Tuesday, June 29, 2004

Fragments that won’t find a place anywhere else. Something that was started but will never be finished...

Tall woman, she was, gold-tinted fingertips, whitest teeth you’ve ever seen. A nightful hair cascading down her back to her hips. Always dressed in black. Looked like a pleatless gown. A shadow that followed her everywhere. Lived alone, up there, after the last of the boulders. Folks say her house looks bigger from the inside that what one would guess from the front yard, secluded by berry bushes. One couldn’t tell. And a weird looking place too. Richer. Her house’s door was nothing but a bundle of woodplanks put together, and the walls merely heaps of stones, no mortar in between. What craft was there to held the stones together, however, none could tell, only surprise at. Dovetailed, perhaps faith.
The few women (no, never men) who went inside it told us tales of vastness within, and every time I’d heard that I’d think of the ballrooms of the Mayor’s down at the city. I’ve been there several times. For work, of course, never pleasure. Wood floor covering, mostly. And that’s what I do: polish them. Mine are simpler, at home.
Hugeness within, then, according to the others, with carpets all over the place, carpets that looked like gardens with fountains and all sort of birds and beasts inside, and that made a person think we were looking down at it from the top of the tallest oak. And rows and rows of dusty books would trap the little sunlight that managed to squeeze in, and objects so rare and odd, no one could start to describe them even if they’d been staring at them for hours and then, eyelids intensely closed, the remaining blot in the inner side of the eyelids would hover above the darkness. Carla swore she saw a foxbabe curled inside a jar. Deborah was enticed by what looked like “ a sparrow’s skull with a black pearl in its beak, but it was not a sparrow, it was not a beak, neither was it a pearl”. Si, Farraw and Anah swore all night long having seen a backwards clock, musicstones, and a moving ocean inside the pages of a book (“as I was standing up there waiting for her, it whispered to me from the shelves, and promised I’d be a happy woman, if only I opened it and become his wife”).
Women have troubles of their own. That’s what I say to the younger folks. Only a natural thing. Leave them be. We couldn’t even be in the same pace of life if we wanted to. Stronger, they are. Babe-carrying makes their bones as steel. Our strength is actually feeble. One-time shows. Sweat and brimstone in youth, and then, after only one little snowflake upon us, gone. Grown old, stubborn, wrinkled and dead.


About this task
For the data below, please report each line where the word "labels" is found.

====== Data records ======

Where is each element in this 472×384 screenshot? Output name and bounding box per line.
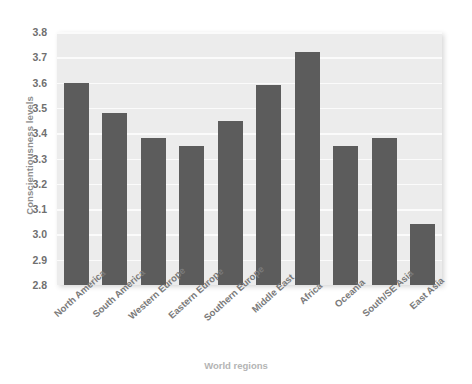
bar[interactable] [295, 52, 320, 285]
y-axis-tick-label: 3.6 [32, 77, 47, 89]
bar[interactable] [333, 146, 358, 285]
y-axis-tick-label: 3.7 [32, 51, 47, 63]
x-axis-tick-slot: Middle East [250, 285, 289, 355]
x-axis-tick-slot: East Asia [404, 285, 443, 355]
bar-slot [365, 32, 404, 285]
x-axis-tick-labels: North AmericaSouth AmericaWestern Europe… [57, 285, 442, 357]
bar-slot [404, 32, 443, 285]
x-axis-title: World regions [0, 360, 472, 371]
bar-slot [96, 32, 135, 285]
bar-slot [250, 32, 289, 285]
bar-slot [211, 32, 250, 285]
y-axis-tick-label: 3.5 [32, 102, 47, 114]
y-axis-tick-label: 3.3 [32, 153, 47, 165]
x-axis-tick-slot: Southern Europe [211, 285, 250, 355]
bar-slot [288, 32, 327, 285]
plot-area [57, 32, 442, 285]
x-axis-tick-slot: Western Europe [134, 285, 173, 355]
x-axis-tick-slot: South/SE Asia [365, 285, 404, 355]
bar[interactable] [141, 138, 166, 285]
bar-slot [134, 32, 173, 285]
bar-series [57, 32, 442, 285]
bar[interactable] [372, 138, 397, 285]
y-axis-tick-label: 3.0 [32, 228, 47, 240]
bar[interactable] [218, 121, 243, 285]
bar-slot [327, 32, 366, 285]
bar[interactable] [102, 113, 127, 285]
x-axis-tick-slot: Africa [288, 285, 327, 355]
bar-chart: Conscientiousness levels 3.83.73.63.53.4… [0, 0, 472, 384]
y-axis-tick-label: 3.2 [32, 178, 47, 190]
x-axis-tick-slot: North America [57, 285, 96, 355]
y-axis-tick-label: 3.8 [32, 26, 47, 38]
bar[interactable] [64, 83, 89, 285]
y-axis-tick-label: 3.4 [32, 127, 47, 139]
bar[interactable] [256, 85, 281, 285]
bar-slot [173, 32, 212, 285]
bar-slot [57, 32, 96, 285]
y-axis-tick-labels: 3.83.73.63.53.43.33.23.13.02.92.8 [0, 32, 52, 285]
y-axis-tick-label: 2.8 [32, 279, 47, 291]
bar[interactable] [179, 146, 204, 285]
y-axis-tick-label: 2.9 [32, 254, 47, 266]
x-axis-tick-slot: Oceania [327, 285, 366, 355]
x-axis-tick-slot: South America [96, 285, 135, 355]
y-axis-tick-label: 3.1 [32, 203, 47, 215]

======

Task result
x-axis-tick-labels: North AmericaSouth AmericaWestern Europe… [57, 285, 442, 357]
y-axis-tick-labels: 3.83.73.63.53.43.33.23.13.02.92.8 [0, 32, 52, 285]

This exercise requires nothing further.